Sunday, June 10, 2012

Warren Kinsella Spews Hate on the Internet!

Scaramouche found this irony-challenged column this morning. 

Kinsella writes: "Nigger. Faggot. Paki. Chink."

He also uses "kike".

I actually couldn't care less if someone calls me "kike" on the Internet, and I'd like it even better if they did it to my face. Because kike-hate has little to do with Jews, it's more about the rotted-soul fools who are delivering this message (see: oldest hatred).

I like the fact that I can see Jew-hate up close and personal, rather than a country-club style "oh some of my best friends are Jews, and I don't hate Jews I just hate Israel" kind of thing.

Kinsella says that "haters" who are happy about the elimination of Section 13 just don't know what they are talking about because they have obviously never suffered a "web attack".

I'm not really sure what a "web attack" is but it sounds pretty dorky.

This part is really freaky-deaky:

"What I favour is citizen-based advocacy, with no human rights commissions or Criminal Code provisions being necessary at all. Make it easier for identifiable groups to sue for defamation; that is the best way for a society to express itself. "

That is actually an astonishing assertion.

The best way for a society to express itself is to sue one another for defamation.

Is that really the kind of society that you want to live in? Kinsella's verison of the best society is "identifiable" groups suing each others asses ad infinitum!

That should freak people out.

Kinsella instructs us:

"Close your eyes and imagine for a moment you are a Jew, and your upset kids announce they’ve received e-mails covered in swastikas and “DEATH TO THE JEWS.”

OK. I did that.

ZZZZZZZZZZ now what? Is that a "web attack"? So boring.

People actually did that in downtown Toronto not that long ago, and nothing happened except that Kathy Shaidle got called a racist. The police, and the Canadian Jewish Congress did nothing.

For more on Kinsella's censorship fetish, please refer to Mark Steyn: Gagging Us Softly.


Activity: Repeat the lines of the data exactly, from the first one through the one that contains "Image is 479x226 pixels.".

Dataset entries:
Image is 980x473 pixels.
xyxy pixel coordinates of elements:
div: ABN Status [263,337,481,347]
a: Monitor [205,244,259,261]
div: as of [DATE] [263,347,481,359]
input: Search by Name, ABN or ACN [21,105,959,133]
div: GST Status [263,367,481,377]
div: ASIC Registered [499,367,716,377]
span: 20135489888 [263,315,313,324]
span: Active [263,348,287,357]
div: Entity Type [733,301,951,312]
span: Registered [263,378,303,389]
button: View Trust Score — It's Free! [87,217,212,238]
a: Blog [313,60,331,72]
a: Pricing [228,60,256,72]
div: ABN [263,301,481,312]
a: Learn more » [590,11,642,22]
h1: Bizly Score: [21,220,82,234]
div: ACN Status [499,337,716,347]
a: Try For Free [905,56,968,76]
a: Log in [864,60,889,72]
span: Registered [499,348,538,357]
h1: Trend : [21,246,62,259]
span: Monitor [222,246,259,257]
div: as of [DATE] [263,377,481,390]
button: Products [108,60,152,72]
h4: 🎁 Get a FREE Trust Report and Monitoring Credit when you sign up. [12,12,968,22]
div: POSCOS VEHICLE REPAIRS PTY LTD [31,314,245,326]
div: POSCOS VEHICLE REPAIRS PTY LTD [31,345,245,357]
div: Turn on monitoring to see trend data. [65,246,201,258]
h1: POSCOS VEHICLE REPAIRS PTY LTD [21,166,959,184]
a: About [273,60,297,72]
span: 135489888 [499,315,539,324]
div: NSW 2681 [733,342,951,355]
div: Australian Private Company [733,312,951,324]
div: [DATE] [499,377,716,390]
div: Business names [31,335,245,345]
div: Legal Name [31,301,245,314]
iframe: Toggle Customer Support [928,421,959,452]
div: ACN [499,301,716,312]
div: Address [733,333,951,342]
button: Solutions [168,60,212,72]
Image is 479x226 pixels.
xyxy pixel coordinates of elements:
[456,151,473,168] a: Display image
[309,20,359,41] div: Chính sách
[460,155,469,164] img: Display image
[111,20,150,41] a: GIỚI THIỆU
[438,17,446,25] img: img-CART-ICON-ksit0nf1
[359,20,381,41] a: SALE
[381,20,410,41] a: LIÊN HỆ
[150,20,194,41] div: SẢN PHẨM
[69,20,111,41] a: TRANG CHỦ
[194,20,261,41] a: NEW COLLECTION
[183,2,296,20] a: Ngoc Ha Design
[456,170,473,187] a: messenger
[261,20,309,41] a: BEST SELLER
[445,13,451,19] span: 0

Exercise solution:
Image is 980x473 pixels.
xyxy pixel coordinates of elements:
div: ABN Status [263,337,481,347]
a: Monitor [205,244,259,261]
div: as of [DATE] [263,347,481,359]
input: Search by Name, ABN or ACN [21,105,959,133]
div: GST Status [263,367,481,377]
div: ASIC Registered [499,367,716,377]
span: 20135489888 [263,315,313,324]
span: Active [263,348,287,357]
div: Entity Type [733,301,951,312]
span: Registered [263,378,303,389]
button: View Trust Score — It's Free! [87,217,212,238]
a: Blog [313,60,331,72]
a: Pricing [228,60,256,72]
div: ABN [263,301,481,312]
a: Learn more » [590,11,642,22]
h1: Bizly Score: [21,220,82,234]
div: ACN Status [499,337,716,347]
a: Try For Free [905,56,968,76]
a: Log in [864,60,889,72]
span: Registered [499,348,538,357]
h1: Trend : [21,246,62,259]
span: Monitor [222,246,259,257]
div: as of [DATE] [263,377,481,390]
button: Products [108,60,152,72]
h4: 🎁 Get a FREE Trust Report and Monitoring Credit when you sign up. [12,12,968,22]
div: POSCOS VEHICLE REPAIRS PTY LTD [31,314,245,326]
div: POSCOS VEHICLE REPAIRS PTY LTD [31,345,245,357]
div: Turn on monitoring to see trend data. [65,246,201,258]
h1: POSCOS VEHICLE REPAIRS PTY LTD [21,166,959,184]
a: About [273,60,297,72]
span: 135489888 [499,315,539,324]
div: NSW 2681 [733,342,951,355]
div: Australian Private Company [733,312,951,324]
div: [DATE] [499,377,716,390]
div: Business names [31,335,245,345]
div: Legal Name [31,301,245,314]
iframe: Toggle Customer Support [928,421,959,452]
div: ACN [499,301,716,312]
div: Address [733,333,951,342]
button: Solutions [168,60,212,72]
Image is 479x226 pixels.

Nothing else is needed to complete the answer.